I investigated Beatrice
Rana, a new Italian piano “star” (on a CD with Antonio
Pappano and the Santa Cecilia Orchestra in Rome). She is presented by
the Warner company as a keyboard tiger, with the orchestra well
in the background. The background orchestra does not matter too much
in Prokofiev's second piano concerto, which must rival Chopin's piano
concertos as one of the least rewarding for an orchestral player.
Listening to the Prokofiev second piano concerto, I realised I have
never really taken to Prokofiev's music; slick, clever, fashionable
but, a bit like Stravinsky, lacking that Russian “soul” one finds
in Tchaikovsky, Rachmaninov or Shostakovich.
Like her ancient
pianistic ancestor, Vladimir Horowitz, Ms Rana can certainly play the
piano and, with the up-front Warner recording, we hear every
demi-semiquaver she plays. The orchestra is less fortunate and comes
over, in so far as the recording engineers are concerned, as a
necessary back-up group. There are four photos of the photogenic Ms
Rana, and we are in the world of showbiz rather than serious music
making. I followed Ms Rana's CD with Yuja Wang playing the
Ravel piano concertos with the Zürich Tonhalle orchestra conducted
by Lionel Bringuier. Ms Wang is also a star (at the moment, even
bigger in the galaxy than Ms Rana) but, with Yuja, we are back in the
land of music making rather than circus tricks. I am not a
great fan of Ravel, nor of his piano concertos. However, I can
recognise great performances when I hear them, and the constant
dialogue between Yuja Wang and the Swiss orchestra is a welcome
antidote to the “pianist plus one” recording by Beatrice Rana.

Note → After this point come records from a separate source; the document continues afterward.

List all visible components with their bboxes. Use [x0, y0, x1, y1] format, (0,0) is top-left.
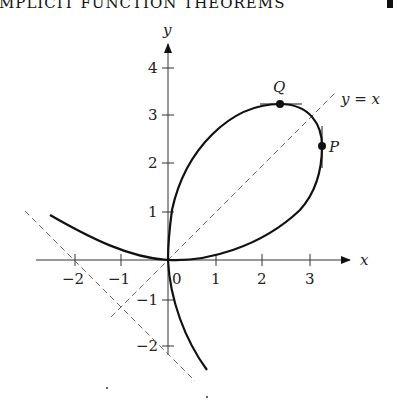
x-tick-label: −2 — [62, 270, 84, 288]
x-tick-label: 3 — [305, 270, 315, 288]
point-p — [318, 142, 326, 150]
folium-figure: −2 −1 0 1 2 3 4 3 2 1 −1 −2 x y y = x Q … — [0, 0, 397, 406]
point-q-label: Q — [273, 78, 285, 96]
x-tick-label: 2 — [257, 270, 267, 288]
y-tick-label: 1 — [148, 203, 158, 221]
x-axis-label: x — [360, 251, 369, 269]
y-tick-label: −1 — [136, 291, 158, 309]
y-tick-label: 4 — [148, 59, 158, 77]
x-tick-label: 1 — [211, 270, 221, 288]
y-tick-label: 3 — [148, 106, 158, 124]
x-tick-label: 0 — [172, 270, 182, 288]
x-tick-label: −1 — [108, 270, 130, 288]
y-tick-label: −2 — [136, 337, 158, 355]
y-tick-label: 2 — [148, 154, 158, 172]
line-y-equals-x — [111, 93, 335, 317]
line-label-y-equals-x: y = x — [340, 90, 381, 108]
print-speck — [206, 396, 208, 398]
point-q — [276, 100, 284, 108]
y-axis-label: y — [162, 21, 172, 39]
point-p-label: P — [328, 138, 340, 156]
print-speck — [106, 387, 108, 389]
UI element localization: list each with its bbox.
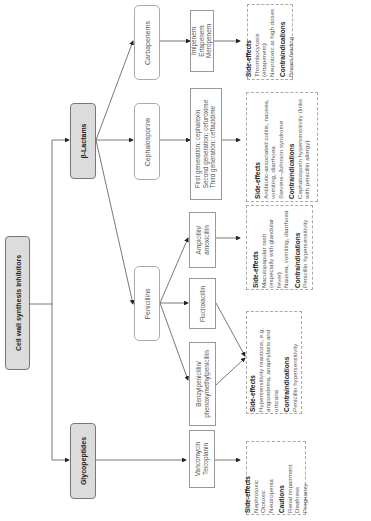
group-label: Glycopeptides — [80, 437, 87, 485]
class-carbapenems: Carbapenems — [134, 5, 160, 80]
drug-name: Meropenem — [206, 24, 214, 58]
note-heading: Cautions — [278, 443, 286, 513]
connector-lines — [0, 0, 371, 521]
notes-carbapenems: Side-effects Thrombocytosis (ertapenem) … — [247, 4, 293, 80]
note-item: Thrombocytosis (ertapenem) — [253, 7, 268, 77]
note-item: Pregnancy — [301, 443, 308, 513]
notes-glycopeptides: Side-effects Nephrotoxic Ototoxic Neutro… — [246, 441, 306, 515]
drugs-flucloxacillin: Flucloxacillin — [189, 278, 216, 329]
note-item: Hypersensitivity reactions, e.g. angioed… — [257, 314, 279, 412]
drugs-benzylpenicillin: Benzylpenicillin/ phenoxymethylpenicilli… — [189, 342, 216, 426]
note-item: Nausea, vomiting, diarrhoea — [281, 208, 288, 288]
drugs-carbapenems: Imipenem Ertapenem Meropenem — [190, 10, 214, 72]
drug-name: First generation: cephalexin — [194, 100, 202, 188]
note-heading: Contraindications — [288, 95, 296, 199]
note-heading: Side-effects — [245, 7, 253, 77]
drug-name: Flucloxacillin — [199, 285, 207, 321]
drugs-cephalosporins: First generation: cephalexin Second gene… — [190, 88, 222, 200]
class-label: Cephalosporins — [144, 117, 151, 166]
notes-ampicillin: Side-effects Maculopapular rash (especia… — [246, 205, 313, 290]
note-item: Neurotoxic at high doses — [268, 7, 275, 77]
drugs-glycopeptides: Vancomycin Teicoplanin — [189, 430, 215, 488]
note-heading: Side-effects — [251, 208, 259, 288]
drug-name: Vancomycin — [194, 442, 202, 476]
drug-name: phenoxymethylpenicillin — [203, 350, 211, 418]
drug-name: Ampicillin/ — [195, 225, 203, 254]
drug-name: amoxicillin — [203, 225, 211, 254]
note-item: Nephrotoxic — [252, 443, 259, 513]
note-item: Penicillin hypersensitivity — [300, 208, 307, 288]
note-heading: Contraindications — [283, 314, 291, 412]
note-item: Renal impairment — [286, 443, 293, 513]
note-item: Cephalosporin hypersensitivity (links wi… — [296, 95, 311, 199]
class-label: Carbapenems — [144, 21, 151, 65]
group-beta-lactams: β-Lactams — [70, 103, 96, 179]
class-penicillins: Penicillins — [134, 266, 160, 341]
notes-cephalosporins: Side-effects Antibiotic-associated colit… — [246, 92, 318, 202]
drug-name: Imipenem — [190, 24, 198, 58]
note-item: Neutropenia — [267, 443, 274, 513]
note-item: Maculopapular rash (especially with glan… — [259, 208, 281, 288]
drug-name: Second generation: cefuroxime — [202, 100, 210, 188]
note-heading: Side-effects — [244, 443, 252, 513]
drugs-ampicillin: Ampicillin/ amoxicillin — [189, 212, 216, 268]
note-item: Penicillin hypersensitivity — [291, 314, 298, 412]
drug-name: Benzylpenicillin/ — [195, 350, 203, 418]
note-heading: Side-effects — [249, 314, 257, 412]
root-label: Cell wall synthesis inhibitors — [14, 255, 21, 351]
note-item: Breast-feeding — [287, 7, 294, 77]
note-item: Antibiotic-associated colitis, nausea, v… — [261, 95, 276, 199]
class-label: Penicillins — [144, 288, 151, 319]
note-heading: Side-effects — [254, 95, 262, 199]
root-node: Cell wall synthesis inhibitors — [5, 236, 30, 370]
note-item: Ototoxic — [259, 443, 266, 513]
note-heading: Contraindications — [279, 7, 287, 77]
note-heading: Contraindications — [293, 208, 301, 288]
drug-name: Ertapenem — [198, 24, 206, 58]
group-glycopeptides: Glycopeptides — [70, 423, 96, 499]
note-item: Stevens–Johnson syndrome — [276, 95, 283, 199]
group-label: β-Lactams — [80, 123, 87, 158]
drug-name: Teicoplanin — [202, 442, 210, 476]
drug-name: Third generation: ceftazidime — [210, 100, 218, 188]
note-item: Deafness — [293, 443, 300, 513]
class-cephalosporins: Cephalosporins — [134, 103, 160, 180]
notes-penicillins-common: Side-effects Hypersensitivity reactions,… — [246, 311, 302, 414]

It's not often that the sweeping Tchaikovskian melodies in his first
piano concerto go for practically nothing; here they are just an
interlude before Ms Rana thunders in again. The Italian recording
engineers should be shown the door. And Ms Rana, incredible pianist
though she may be, does not go on my “buy” list.
The CD of Yuja Wang
playing the two Ravel piano concertos is in a demonstration class of
how piano and orchestra should play together in a piano concerto, and
how they should be balanced (DG). Yuja's opening of the second
movement of the Ravel G major concerto will melt any heart. I am
afraid, however, that Beatrice Rana's CD of Prokofiev's second
piano, coupled with Tchaikovsky's first, is a demonstration of how
not to do it. Antonio Pappano will probably put this CD at the
bottom of his bottom draw. I just hope that Warner does not follow
this with a duo recording featuring Ms Rana and Andrea Bocelli. Or
a duo recording with Ms Rana and Lang Lang.